Landon Zakheim
A veteran of both the Sundance Film Festival as well as Sundance Institute’s Feature Film Program, accomplished short filmmaker Moon Molson marks his return to the Festival this year with the world premiere of Crazy Beats Strong Every Time. This hefty character study follows a night in the life of an African-American twenty-something suddenly saddled with the burden of dealing with his deadbeat stepfather who has abruptly come back into his life by way of passing out drunk in the hallway of their housing project. Molson credits the inspiration for the subject matter “from some of the people I grew up with.” One of them was an African-American child from the projects who had a brilliant stepfather, originally from Africa; he also happened to be an alcoholic. “Although his stepfather wasn’t the stereotypical abusive drunk—in fact, he was a gentle soul that read voraciously and spoke multiple languages—let’s just say that when he drank, things happened,” Molson recalls. Anchoring Shorts Program III, Moon has infused an elegant narrative with a strong command of storytelling and environment, supplemented by substantial production value and captivating performances bound to engage audience attention.
Molson’s first encounter with the Festival was in 2007 when his debut short Pop Foul, currently available to view on the Youtube Screening Room as a “Sundance Classic,” made an early stop in Park City on its festival tour. “I remember the Sundance audience being the most enthusiastic and engaged audience I have ever encountered at any film festival,” Molson recalls. “All my screenings were sold out and nearly the entire audience at every screening stayed for the Q&A. Sundance seemed like a festival at which the audiences were as excited to see short films as they were to see the features.” Completed while Molson was enrolled in Columbia University’s graduate film production program, Pop Foul impressed the short film programmers with its uncompromising depiction of simmering adolescent emotional turmoil that skillfully built to a devastating conclusion and earned the up-and-coming director a place on Filmmaker Magazine’s “25 Faces to Watch“ list that year. The short went on to play over 100 international film festivals, racking up a multitude of prizes.
The following January, Molson participated in the 2008 Sundance Institute’s Screenwriters Lab to cultivate his feature-length script Meadowlandz, from which the short Crazy Beats Strong Every Time was eventually adapted.

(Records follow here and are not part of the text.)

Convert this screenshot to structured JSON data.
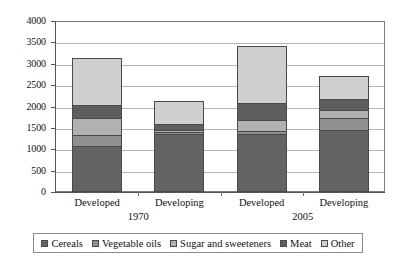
{
  "chart_data": {
    "type": "bar",
    "stacked": true,
    "title": "",
    "subtitle": "",
    "xlabel": "",
    "ylabel": "",
    "ylim": [
      0,
      4000
    ],
    "ytick_step": 500,
    "yticks": [
      "4000",
      "3500",
      "3000",
      "2500",
      "2000",
      "1500",
      "1000",
      "500",
      "0"
    ],
    "grid": true,
    "legend_position": "bottom",
    "categories": [
      "Developed",
      "Developing",
      "Developed",
      "Developing"
    ],
    "groups": [
      {
        "label": "1970",
        "categories": [
          "Developed",
          "Developing"
        ]
      },
      {
        "label": "2005",
        "categories": [
          "Developed",
          "Developing"
        ]
      }
    ],
    "series": [
      {
        "name": "Cereals",
        "color": "#636363",
        "values": [
          1050,
          1340,
          1340,
          1420
        ]
      },
      {
        "name": "Vegetable oils",
        "color": "#8f8f8f",
        "values": [
          250,
          40,
          60,
          300
        ]
      },
      {
        "name": "Sugar and sweeteners",
        "color": "#b2b2b2",
        "values": [
          410,
          60,
          250,
          180
        ]
      },
      {
        "name": "Meat",
        "color": "#5e5e5e",
        "values": [
          300,
          150,
          410,
          260
        ]
      },
      {
        "name": "Other",
        "color": "#cfcfcf",
        "values": [
          1130,
          550,
          1360,
          560
        ]
      }
    ],
    "totals": [
      3140,
      2140,
      3420,
      2720
    ]
  },
  "legend": {
    "items": [
      {
        "label": "Cereals",
        "color": "#636363"
      },
      {
        "label": "Vegetable oils",
        "color": "#8f8f8f"
      },
      {
        "label": "Sugar and sweeteners",
        "color": "#b2b2b2"
      },
      {
        "label": "Meat",
        "color": "#5e5e5e"
      },
      {
        "label": "Other",
        "color": "#cfcfcf"
      }
    ]
  }
}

The filmmaker found the nurturing experience of the Lab to be “in a word: incredible!,” Molson says. “There’s nothing more like heaven than for you, as a fledgling screenwriter, to be able to go ‘kick it’ at a mountain resort with a bunch of super-talented professional screenwriters—some even Oscar winners—who have all come there to help you workshop your little half-crappy script into something decent. I just wish I could do it again.”
He further developed the project when he was invited to the Directors Lab that summer. While there, he worked with actors E.J. Bonilla, Shawn T. Andrew, and Anthony Gaskins, whom he ultimately placed in the completed short. The remaining actors, including lead Dante E. Clark, came courtesy of Liz Ortiz-Mackes at Casting Solutions, the same company used to cast Pop Foul. After workshopping his script at the Labs and receiving several fellowships for his finished draft, Molson and his team made efforts to get the film made, but initial attempts to fund the project left them frustrated: “Back then, I thought that armed with a decent short film and a strong feature script, I could get an independent film financed; I don’t think that anymore,” Molson laments.
Not one to let the system beat him down, Molson turned to the short form once again. But constructing a new short was not without its obstacles. “Money was the biggest challenge I faced,” he acknowledges. “I simply didn’t have enough funds to make this film,” Molson says. He went into production anyway. “I then immediately got hit with L&D (loss and damage) fees so terrible that they decimated nearly a quarter of my budget and stalled production for months. This happened more than once.” After putting together a successful Kickstarter campaign, Molson was able to charge back into production in time to get a cut to the Festival’s shorts programmers.
Since receiving his acceptance to the Festival, Molson and his team have been hard at work putting the piece through the always-grueling post-production process. He is particularly excited about the sound design and mix, recently completed by those giants of movie magic Skywalker Sound, just in time for its Festival debut. As in 2007, Molson is just as anxious to see the finished film on the big screen with a Festival audience. And while he still plans to make Meadowlandz a reality, next up for Molson is “finding a real job,” he says. “Not kidding. After that film school charade, I have some scary student loans to pay.”